NPR #1. - From National Public Radio, now revised
In the early 1990s a producer at “All Things Considered” called and asked if I’d be willing to write a 3-minute essay and read it out loud on the air, and I said, I have absolutely no idea how to do that. Oh, it’ll be easy, he said, because I don’t think he was a writer. You just look out your window and write about what you see. So, this is a new version of the first piece I read on National Public Radio. I’ve named it…
LOOK OUT!
I was renting a beach house in South Carolina (this was cheap to do in the winter), so first I went out onto the deck to look at the ocean. The tide was low, and an old man sat in a folding chair out on a sandbar. Was that interesting? Next I went downstairs to the kitchen, but, instead of staring out at the beach, my eyes lit on the storm window and the layer of dead air and dead bugs between the world and me.

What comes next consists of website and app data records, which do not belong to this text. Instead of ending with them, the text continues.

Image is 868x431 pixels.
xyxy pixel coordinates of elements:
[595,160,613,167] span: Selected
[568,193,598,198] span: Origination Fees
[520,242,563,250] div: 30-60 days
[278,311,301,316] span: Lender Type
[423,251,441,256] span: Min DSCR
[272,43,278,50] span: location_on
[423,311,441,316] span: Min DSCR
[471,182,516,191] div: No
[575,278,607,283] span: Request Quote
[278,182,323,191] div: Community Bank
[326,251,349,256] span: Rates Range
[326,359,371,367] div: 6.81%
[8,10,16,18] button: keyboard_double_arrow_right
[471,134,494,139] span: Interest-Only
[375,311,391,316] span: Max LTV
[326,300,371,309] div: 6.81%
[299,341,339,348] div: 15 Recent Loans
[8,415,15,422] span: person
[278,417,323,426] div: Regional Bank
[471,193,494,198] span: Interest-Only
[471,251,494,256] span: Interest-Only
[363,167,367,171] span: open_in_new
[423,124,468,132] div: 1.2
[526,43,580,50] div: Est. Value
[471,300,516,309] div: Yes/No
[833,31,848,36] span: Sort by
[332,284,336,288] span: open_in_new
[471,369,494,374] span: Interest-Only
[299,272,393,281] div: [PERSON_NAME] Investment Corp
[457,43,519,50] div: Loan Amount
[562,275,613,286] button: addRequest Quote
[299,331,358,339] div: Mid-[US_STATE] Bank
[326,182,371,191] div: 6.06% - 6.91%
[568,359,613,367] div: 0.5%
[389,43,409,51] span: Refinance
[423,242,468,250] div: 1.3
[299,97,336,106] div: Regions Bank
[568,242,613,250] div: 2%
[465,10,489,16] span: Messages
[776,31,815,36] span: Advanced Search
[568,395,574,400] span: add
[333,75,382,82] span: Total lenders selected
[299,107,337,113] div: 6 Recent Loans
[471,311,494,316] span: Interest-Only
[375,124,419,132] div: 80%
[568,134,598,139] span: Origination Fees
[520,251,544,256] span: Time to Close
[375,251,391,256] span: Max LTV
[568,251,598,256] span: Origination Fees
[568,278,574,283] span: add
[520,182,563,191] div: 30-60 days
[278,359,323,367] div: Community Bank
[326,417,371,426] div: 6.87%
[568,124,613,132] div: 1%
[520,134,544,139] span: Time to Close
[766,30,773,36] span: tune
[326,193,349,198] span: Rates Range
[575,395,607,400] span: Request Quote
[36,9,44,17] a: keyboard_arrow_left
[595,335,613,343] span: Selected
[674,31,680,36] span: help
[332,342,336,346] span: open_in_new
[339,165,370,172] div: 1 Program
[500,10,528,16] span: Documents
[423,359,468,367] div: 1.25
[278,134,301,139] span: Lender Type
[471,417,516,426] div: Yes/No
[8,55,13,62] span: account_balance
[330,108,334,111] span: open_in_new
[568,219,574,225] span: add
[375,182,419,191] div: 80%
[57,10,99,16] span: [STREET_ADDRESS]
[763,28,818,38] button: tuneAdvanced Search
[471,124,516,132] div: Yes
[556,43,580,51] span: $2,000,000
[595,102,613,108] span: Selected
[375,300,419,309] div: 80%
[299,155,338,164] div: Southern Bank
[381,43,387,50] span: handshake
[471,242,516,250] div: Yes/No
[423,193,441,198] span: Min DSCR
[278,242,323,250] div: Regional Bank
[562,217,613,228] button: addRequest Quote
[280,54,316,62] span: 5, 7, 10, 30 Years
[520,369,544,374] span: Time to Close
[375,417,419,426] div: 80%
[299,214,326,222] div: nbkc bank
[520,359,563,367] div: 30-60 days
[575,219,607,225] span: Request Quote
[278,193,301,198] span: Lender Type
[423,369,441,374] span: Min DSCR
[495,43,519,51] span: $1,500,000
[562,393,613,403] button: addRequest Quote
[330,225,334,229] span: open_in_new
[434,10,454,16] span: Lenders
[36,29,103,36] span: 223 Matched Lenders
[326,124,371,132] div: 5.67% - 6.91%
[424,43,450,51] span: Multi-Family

I wasn’t getting this assignment right, so I wandered downstairs and sprawled in a big stuffed chair. Here the living room faced out to the street, and the large window was composed of small square panes, a lattice-work over the outside world. I watched a pregnant woman on roller skates glide by reading a letter. Was the letter from the old man sitting in the folding chair on the beach?
Unlikely, of course, but any window will try to create a composition, a frame, and the frame will want to hold a story, where one thing can exist in relation to another. So I finally understood the assignment, because the only frame I have ever used successfully is the one created by my eyeglasses.

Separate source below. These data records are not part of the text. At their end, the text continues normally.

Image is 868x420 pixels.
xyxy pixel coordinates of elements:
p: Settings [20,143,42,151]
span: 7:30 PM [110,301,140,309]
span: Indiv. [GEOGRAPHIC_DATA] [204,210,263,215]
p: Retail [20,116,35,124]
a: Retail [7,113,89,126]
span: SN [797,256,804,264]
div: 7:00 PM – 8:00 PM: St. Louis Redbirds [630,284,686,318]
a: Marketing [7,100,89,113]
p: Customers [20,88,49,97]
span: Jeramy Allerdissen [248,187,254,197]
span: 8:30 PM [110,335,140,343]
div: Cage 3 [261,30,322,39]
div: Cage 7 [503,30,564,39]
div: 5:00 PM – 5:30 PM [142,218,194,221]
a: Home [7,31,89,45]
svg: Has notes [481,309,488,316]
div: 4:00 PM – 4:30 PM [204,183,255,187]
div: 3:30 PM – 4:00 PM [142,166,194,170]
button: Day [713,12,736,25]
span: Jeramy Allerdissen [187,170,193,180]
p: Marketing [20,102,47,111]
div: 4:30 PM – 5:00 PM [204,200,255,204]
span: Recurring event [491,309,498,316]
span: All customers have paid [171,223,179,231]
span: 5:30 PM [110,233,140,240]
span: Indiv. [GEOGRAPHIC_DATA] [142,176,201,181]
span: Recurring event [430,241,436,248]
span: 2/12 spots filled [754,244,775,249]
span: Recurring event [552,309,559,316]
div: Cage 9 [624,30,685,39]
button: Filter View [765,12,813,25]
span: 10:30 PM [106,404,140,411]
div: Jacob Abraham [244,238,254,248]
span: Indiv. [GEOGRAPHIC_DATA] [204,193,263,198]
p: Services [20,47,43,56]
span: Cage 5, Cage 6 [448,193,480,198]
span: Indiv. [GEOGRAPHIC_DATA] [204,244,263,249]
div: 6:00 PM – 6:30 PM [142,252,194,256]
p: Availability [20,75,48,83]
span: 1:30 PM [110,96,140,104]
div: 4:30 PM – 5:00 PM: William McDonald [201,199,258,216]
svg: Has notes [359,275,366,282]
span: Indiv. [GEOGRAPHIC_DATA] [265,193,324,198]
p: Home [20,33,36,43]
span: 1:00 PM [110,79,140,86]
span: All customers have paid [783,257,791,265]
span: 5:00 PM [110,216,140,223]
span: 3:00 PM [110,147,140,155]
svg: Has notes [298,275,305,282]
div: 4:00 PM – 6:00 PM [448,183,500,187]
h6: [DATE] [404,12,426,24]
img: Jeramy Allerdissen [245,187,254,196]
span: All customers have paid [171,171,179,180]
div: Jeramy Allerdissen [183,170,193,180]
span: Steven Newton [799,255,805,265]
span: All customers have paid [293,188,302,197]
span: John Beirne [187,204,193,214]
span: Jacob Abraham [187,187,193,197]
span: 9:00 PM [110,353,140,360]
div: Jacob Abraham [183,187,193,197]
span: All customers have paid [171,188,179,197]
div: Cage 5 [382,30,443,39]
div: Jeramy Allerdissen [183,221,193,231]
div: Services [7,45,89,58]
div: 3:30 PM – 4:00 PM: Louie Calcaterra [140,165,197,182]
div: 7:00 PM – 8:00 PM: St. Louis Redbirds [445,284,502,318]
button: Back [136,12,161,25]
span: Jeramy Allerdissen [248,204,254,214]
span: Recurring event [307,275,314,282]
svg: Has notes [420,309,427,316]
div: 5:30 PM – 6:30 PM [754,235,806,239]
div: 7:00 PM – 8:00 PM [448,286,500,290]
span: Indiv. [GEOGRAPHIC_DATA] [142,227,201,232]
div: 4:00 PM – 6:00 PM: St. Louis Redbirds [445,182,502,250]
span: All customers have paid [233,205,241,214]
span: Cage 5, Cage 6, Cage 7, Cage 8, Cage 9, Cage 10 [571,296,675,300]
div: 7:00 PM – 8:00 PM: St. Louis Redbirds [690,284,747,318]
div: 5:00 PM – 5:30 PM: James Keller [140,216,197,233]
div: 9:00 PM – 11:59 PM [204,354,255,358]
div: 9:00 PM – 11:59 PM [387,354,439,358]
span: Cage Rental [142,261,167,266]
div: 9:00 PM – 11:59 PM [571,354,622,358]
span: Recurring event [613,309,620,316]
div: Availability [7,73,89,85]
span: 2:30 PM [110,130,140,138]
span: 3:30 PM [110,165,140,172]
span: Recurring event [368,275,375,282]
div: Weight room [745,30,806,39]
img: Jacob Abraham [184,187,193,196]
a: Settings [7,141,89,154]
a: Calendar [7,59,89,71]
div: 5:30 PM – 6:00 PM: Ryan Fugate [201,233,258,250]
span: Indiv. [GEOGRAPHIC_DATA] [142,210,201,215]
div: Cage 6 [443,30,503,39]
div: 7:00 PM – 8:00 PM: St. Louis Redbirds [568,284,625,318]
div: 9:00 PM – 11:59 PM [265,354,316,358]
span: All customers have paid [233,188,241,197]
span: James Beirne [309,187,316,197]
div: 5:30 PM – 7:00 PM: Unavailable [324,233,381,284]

I’m 78 years old now and I first got glasses when I was 8. I remember the thrill of seeing the world sharply, with clean edges and clear colors. The frames of the glasses bothered me at first because I had no peripheral vision, but I felt oddly secure behind this shield. A window, after all, requires an opaque structure that the window is part of. With eyeglasses, I could see out, but it was more difficult for others to see me. As I got older, I compounded this privacy with tinted lenses.
When contact lenses became available, I started wearing them, and for the first time the world appeared as it was: that is, it had no edges. All that peripheral vision made me nervous. I was seeing the world without a frame, and the world looked back. I worried that folks could read my feelings in my naked eyes. If I got bored or angry or sad, those reactions would become apparent, and I’d be caught with my emotions down.
When my sister asked what had happened to those new contact lenses – I’d gone back to wearing my tinted glasses – I said, “The eyes are the windows of the soul. I can’t have mine flying around that easily.”
Wonderful. I've been a big fan since my introduction to your early work. We have friends in common. Love your writing. Envy your students.
I had the exact experience when I got glasses--the color, the edges of things--and when I got contacts. The peripheral vision was A LOT. I most remember my first time in the shower with contacts in. It was the first time I could see in the shower!